The Buckeye Bullet team -- a collaboration between the Ohio State University Center for Auto Research and a handful of sponsors -- has been racing electric cars for well more than a decade, but the VBB2.5, as it's known, is their first landspeed racer that runs purely on battery power. Last year their hydrogen-fuel-cell-powered VBB2 set a world record for fuel cell-propelled land vehicles by running a mile at an average speed of 302.877 miles per hour (the two-way average was a slightly lower 300.992 miles per hour).
This week the team took the Buckeye Bullet version 2.5, the team's battery powered, all-electric landspeed racer out to the Bonneville Salt Flats to break the electric car land speed world record, and they did exactly that, hitting a peak speed of 320 miles per hour.
BuckEyeBullet
Next-gen Automatic Headlight System to Debut in Japan

Ichikoh Industries Ltd will start selling a headlight system that allows to keep using high beams by continuously controlling light and avoiding bothering the drivers of other vehicles in Japan.
The system, "BeamAtic Premium," was developed by Valeo SA of France. It controls the light in accordance with the states of oncoming cars and leading cars. Ichikoh Industries will start selling it and providing technical supports for it in September 2010.
The BeamAtic Premium detects and tracks oncoming and leading cars by analyzing images taken by in-vehicle cameras with image processing software. Movable dousers are attached to the lamp units of a vehicle, and they block part of the light so that it does not bother the drivers of oncoming vehicles.
via TechOn
“Straddling” bus–a cheaper, greener and faster alternative to commute

A big concern on top of urban transportation planner’s mind is how to speed up the traffic: putting more buses on the road will jam the roads even worse and deteriorate the air; building more subway is costly and time consuming. Well, here is an cheaper, greener and fast alternative to lighten their mind up a bit: the straddling bus, first exhibited on the 13th Beijing International High-tech Expo in May this year. In the near future, the model is to be put into pilot use in Beijing’s Mentougou District.
via China Hush
15 Ultra-Efficient Vehicles Left in the Automotive X Prize Competition

The race to design and build a production-capable vehicles that exceed 100 Miles per gallon (or energy equivalent MPGe) is in full gear this summer as scores of ultra efficient vehicles compete in the Progressive Automotive X-Prize competition.

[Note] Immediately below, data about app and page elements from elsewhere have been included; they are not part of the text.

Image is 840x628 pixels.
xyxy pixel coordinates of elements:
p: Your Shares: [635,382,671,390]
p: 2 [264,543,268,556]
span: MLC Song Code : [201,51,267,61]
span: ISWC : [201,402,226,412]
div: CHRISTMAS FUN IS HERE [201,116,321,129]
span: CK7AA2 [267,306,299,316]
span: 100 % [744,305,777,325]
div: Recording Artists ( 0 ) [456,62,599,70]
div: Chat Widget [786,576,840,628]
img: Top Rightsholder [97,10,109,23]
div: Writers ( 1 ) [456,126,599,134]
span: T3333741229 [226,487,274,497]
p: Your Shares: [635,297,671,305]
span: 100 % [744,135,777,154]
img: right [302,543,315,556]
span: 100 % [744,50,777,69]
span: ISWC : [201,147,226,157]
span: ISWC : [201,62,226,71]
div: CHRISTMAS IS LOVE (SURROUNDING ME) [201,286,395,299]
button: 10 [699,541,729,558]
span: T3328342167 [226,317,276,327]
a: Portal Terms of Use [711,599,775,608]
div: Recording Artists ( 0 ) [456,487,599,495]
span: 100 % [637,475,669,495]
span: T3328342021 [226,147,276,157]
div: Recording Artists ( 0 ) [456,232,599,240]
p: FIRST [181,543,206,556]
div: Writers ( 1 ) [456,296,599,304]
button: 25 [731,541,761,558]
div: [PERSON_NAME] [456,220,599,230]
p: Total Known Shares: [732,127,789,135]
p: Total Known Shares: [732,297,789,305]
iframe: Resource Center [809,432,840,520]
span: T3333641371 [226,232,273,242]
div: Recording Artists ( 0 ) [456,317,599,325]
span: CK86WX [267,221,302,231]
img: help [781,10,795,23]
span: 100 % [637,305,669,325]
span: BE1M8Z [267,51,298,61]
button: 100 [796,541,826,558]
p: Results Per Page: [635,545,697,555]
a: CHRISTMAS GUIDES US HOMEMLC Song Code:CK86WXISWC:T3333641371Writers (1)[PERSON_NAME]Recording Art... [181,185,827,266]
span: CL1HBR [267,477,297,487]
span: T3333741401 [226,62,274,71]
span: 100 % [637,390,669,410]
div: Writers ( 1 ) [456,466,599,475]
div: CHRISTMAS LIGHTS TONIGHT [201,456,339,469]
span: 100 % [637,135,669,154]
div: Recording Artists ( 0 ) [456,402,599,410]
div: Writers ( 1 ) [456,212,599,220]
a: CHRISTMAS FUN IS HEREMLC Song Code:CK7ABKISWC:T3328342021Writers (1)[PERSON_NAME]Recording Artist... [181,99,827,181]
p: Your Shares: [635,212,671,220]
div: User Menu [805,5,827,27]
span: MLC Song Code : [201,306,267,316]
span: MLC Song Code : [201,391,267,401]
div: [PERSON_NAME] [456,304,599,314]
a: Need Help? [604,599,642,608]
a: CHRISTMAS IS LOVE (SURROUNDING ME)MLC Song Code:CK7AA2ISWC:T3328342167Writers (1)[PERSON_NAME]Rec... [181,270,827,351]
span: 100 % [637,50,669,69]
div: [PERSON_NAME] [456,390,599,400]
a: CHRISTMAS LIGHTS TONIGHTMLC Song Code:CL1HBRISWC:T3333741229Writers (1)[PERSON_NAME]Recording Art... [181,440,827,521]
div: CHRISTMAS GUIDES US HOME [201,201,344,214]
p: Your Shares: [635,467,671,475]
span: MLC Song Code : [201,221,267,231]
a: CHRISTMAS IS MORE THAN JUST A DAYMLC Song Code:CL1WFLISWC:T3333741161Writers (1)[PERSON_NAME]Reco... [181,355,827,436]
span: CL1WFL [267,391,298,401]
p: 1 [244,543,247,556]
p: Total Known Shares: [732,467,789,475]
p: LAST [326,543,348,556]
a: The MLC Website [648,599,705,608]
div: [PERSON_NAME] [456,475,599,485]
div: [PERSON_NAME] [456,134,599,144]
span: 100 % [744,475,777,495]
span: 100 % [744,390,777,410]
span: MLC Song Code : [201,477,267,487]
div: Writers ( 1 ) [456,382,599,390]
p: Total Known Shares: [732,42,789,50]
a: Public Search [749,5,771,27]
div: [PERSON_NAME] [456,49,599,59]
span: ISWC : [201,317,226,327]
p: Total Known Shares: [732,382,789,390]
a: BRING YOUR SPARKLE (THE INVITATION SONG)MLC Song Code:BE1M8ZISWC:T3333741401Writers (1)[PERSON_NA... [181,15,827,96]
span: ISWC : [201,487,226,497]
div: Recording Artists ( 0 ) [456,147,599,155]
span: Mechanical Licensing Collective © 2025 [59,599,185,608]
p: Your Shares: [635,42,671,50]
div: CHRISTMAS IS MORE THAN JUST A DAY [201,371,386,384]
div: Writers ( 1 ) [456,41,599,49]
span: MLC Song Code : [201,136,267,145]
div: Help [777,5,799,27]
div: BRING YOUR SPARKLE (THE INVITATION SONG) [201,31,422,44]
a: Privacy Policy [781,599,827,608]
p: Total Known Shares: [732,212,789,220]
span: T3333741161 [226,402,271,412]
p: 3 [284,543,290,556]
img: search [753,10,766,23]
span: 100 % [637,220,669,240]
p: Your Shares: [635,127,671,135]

After months of trials, races and multi-stage testing the knockout stage just ended, leaving 15 of the original 26 cars still standing.
via Inhabitat
Futuristic Pod Car Combines GM Vision, Segway Practicality

General Motors have teamed up with Segway to develop a series of decidedly uncool-looking Electric Networked Vehicles, EN-V, all based on the Segway's balanced platform with a carbon-fiber shell. They have a range of 25 miles and a top speed of 25 mph, They’ll use GPS, distance-sensing technology and vehicle-to-vehicle communications to ease congestion and reduce the risk of accidents. The EN-Vs are just concepts. The concept designed for Shanghai traffic, and the vehicles will be shown off at Shanghai's World Expo in May.